The left-leaning artists at UPA were likely attracted to bebop’s socially progressive identity. Many of UPA’s artists were members of or had associated themselves with the Communist Party USA, to the extent that Walt Disney referred to UPA as “the commies down the river.” The Hollywood labor force was undergoing a tumultuous decade, and UPA’s artists may have found inspiration in the African-American expression of freedom in bebop.

So did bebop “cause” the artistic developments at UPA? Of course not. Overtime, UPA has become somewhat synonymous with bebop. I would like to point out that the only founding bebopper who had any kind of professional relationship with a UPA artist was Dizzy Gillespie, and his collaboration with John Hubley occurred after Hubley had left UPA and founded his own production company.

And as for the suggestion that bebop is “arid and bleak,” check out Charlie Parker’s concert at Massey Hall and tell me if it isn’t some of the most joyful music you’ve ever heard.


Visualizing Musical Lines

August 4, 2006

The first part of this post may seem a little off topic because it deals with classical music, but in the words of Charlie Parker, “It’s all music, man. Just call it music.”

In music, counterpoint literally means “note against note.” Visualizing counterpoint is a way of understanding the shape and tension of the music at a given moment. Take for example this excerpt from Rondo A Capriccio, a piano work by Beethoven:

The picture above is a piano roll, which displays the music on a grid with pitch on the y-axis and rhythmic value on the x-axis.
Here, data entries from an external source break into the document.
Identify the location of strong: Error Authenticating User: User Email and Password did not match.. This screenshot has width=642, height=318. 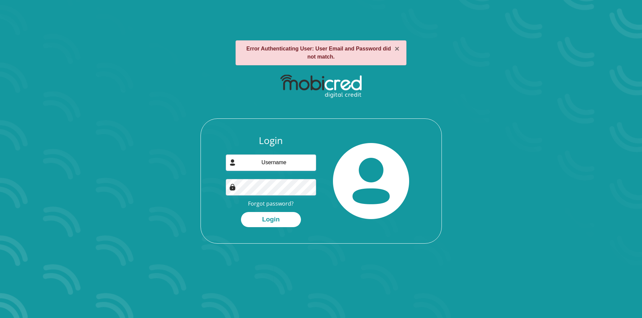
(318, 53).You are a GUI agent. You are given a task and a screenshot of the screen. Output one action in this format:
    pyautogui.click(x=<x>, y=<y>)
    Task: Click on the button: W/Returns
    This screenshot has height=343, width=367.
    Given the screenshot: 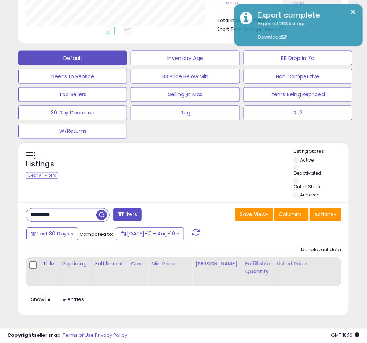 What is the action you would take?
    pyautogui.click(x=72, y=131)
     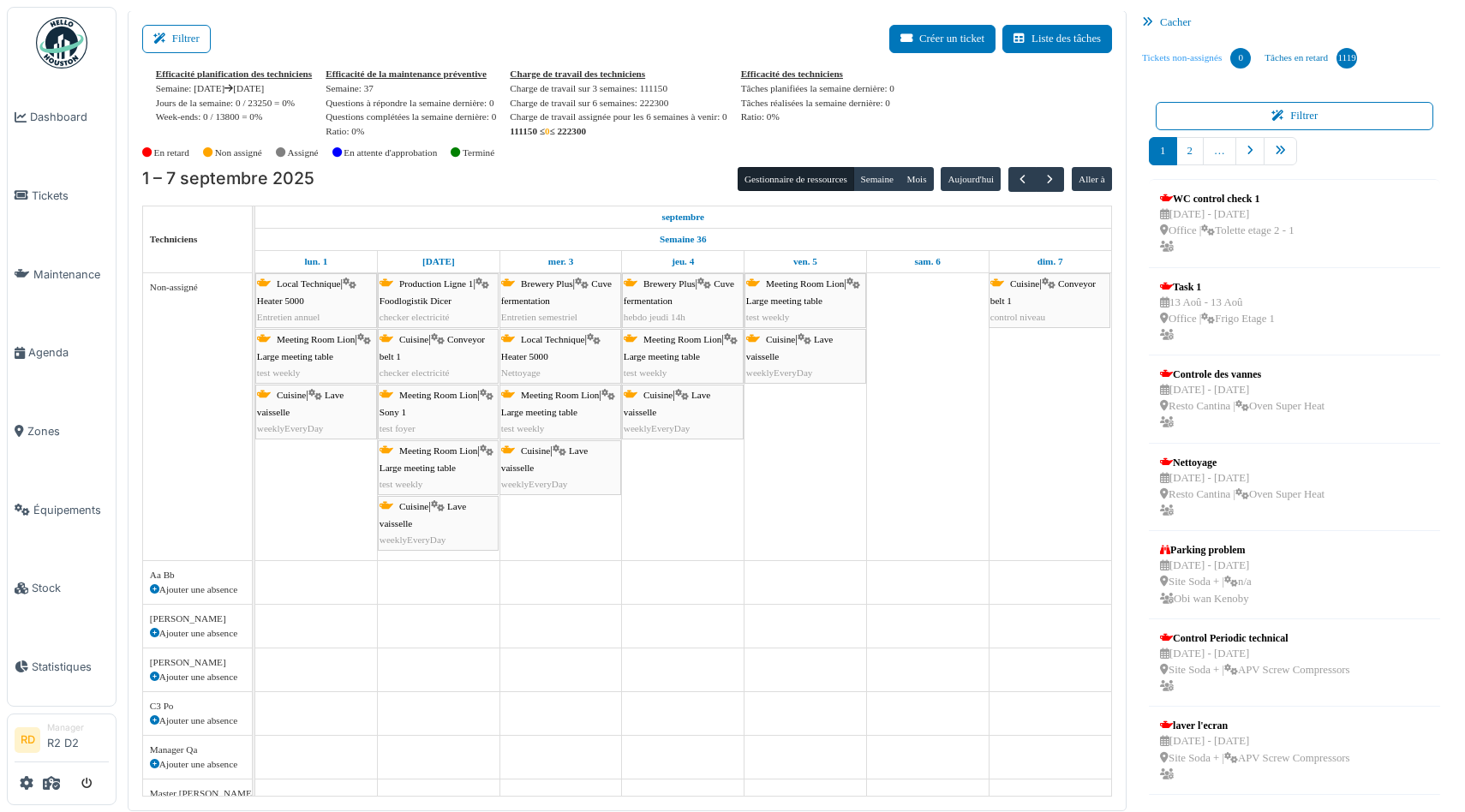 What do you see at coordinates (62, 117) in the screenshot?
I see `a: Dashboard` at bounding box center [62, 117].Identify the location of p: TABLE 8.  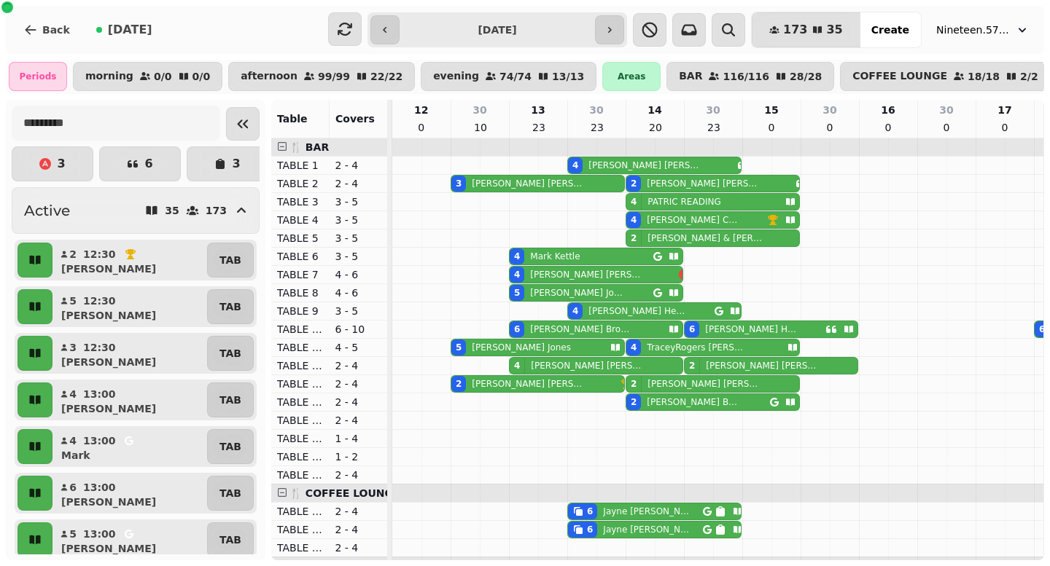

This piano roll displays the top two voices from the Beethoven excerpt. (Click here to listen to the excerpt). When I listen to music, I try to visualize the musical line(s) – and looking at music on a piano roll has put this in a new perspective for me. Of course, counterpoint didn’t begin with Beethoven… If you want to learn from the master, Bach’s The Art of Fugue is a great place to try to begin hearing music in terms of shapes and lines.

The linear quality of improvisation in the bebop style has roots in the counterpoint of Bach (and the Bach-influenced classical composers who followed). However, bebop deals with a significantly different harmonic language.
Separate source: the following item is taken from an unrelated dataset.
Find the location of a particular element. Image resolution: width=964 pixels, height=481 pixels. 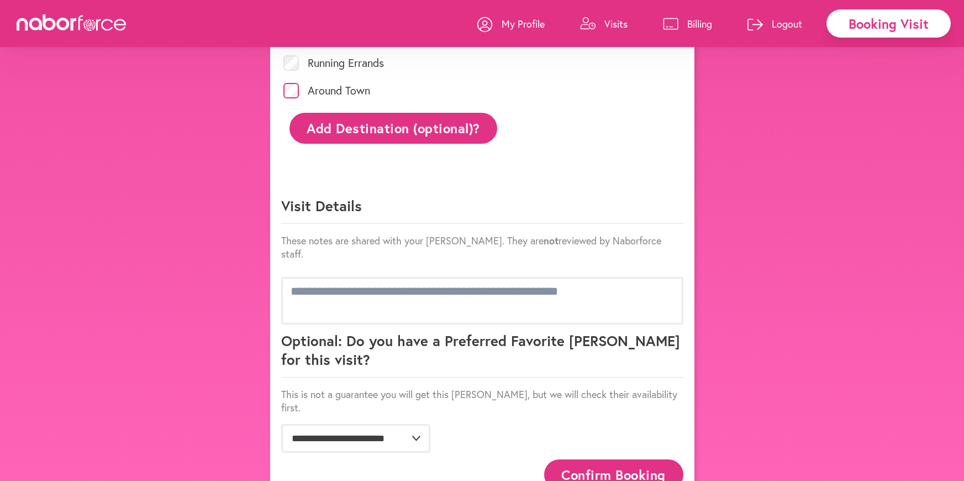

Saxophonist/composer Anthony Braxton creates a visual picture of what he calls “Bebop Sound Space” in the book Forces in Motion: The Music and Thoughts of Anthony Braxton. The rhythm section (bass/drums/piano) inhabits the lower end of the musical spectrum. The soloist typically occupies the sonic space above the harmonic foundation of the rhythm section, and the shape of the solo reflects the contour of the harmony. (See how the dips and peaks in the solo line correspond with the ups and downs in the harmonic structure).

For Braxton, the individuality of the soloist is defined by the shape of the solo and how this that relates the the musical vocabulary of the soloist.

Link: Charlie Parker plays Confirmation (iTunes)

In Braxton’s words: “By gravillic weight I’m talking about how the gravity that underlines how a given forming is established in space. That being… Suppose I did a visual imprint, with respect to the gravillic contour; I would take one particular shape and section it off, then talk of the gravity points in forming as a way of understanding how that vocabulary works. Bird’s music would be like: (hums Parker solo and traces shape in the air).

link: Eric Dolphy plays Iron Man (iTunes)

Baxton continues: “Take Eric Dolphy’s language: the intervalic relationships between distances would be part of the contour of his music: (hums Dolphy solo and traces shape in air).”

Thinking about jazz in terms of shape and language is especially relevant when considering its historical relationship with animation. Many animators at UPA in the were highly influenced by the ideas in Gyorgy Kepes’s book, Language of Vision (published in 1944). I think many of these forward-looking animators saw the innovation of the be-bop language in the 40s as a model for creating a new visual language in animation. More on that later.

If you haven’t read it, buy Graham Lock’s book on Anthony Braxton! It will change the way you think about music forever.